MR. LINCOLN: “Don’t know anything about it, my dear sir. Your friends, the rebels, are burning all the cotton they can find, and I confiscate the rest. Good-morning, John!”
As President Lincoln has a big fifteen-inch gun at his side, the black muzzle of which is pressed tightly against Mr. Bull’s waistcoat, the President, to all appearances, has the best of the argument “by a long shot.” Anyhow, Mr. Bull had nothing more to say, but gave the cotton matter up as a bad piece of business, and pocketed the loss.
STICK TO AMERICAN PRINCIPLES.
President Lincoln’s first conclusion (that Mason and Slidell should be released) was the real ground on which the Administration submitted. “We must stick to American principles concerning the rights of neutrals.” It was to many, as Secretary of the Treasury Chase declared it was to him, “gall and wormwood.” James Russell Lowell’s verse expressed best the popular feeling:
We give the critters back, John, Cos Abram thought ‘twas right; It warn’t your bullyin’ clack, John, Provokin’ us to fight.
The decision raised Mr. Lincoln immeasurably in the view of thoughtful men, especially in England.
USED “RUDE TACT.”
General John C. Fremont, with headquarters at St.

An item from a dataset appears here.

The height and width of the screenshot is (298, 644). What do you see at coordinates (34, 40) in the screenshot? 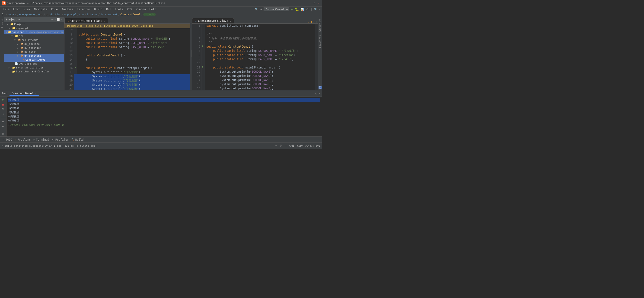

Louis, astonished the country by issuing a proclamation declaring, among other things, that the property, real and personal, of all the persons in the State of Missouri who should take up arms against the United States, or who should be directly proved to have taken an active part with its enemies in the field, would be confiscated to public use and their slaves, if they had any, declared freemen.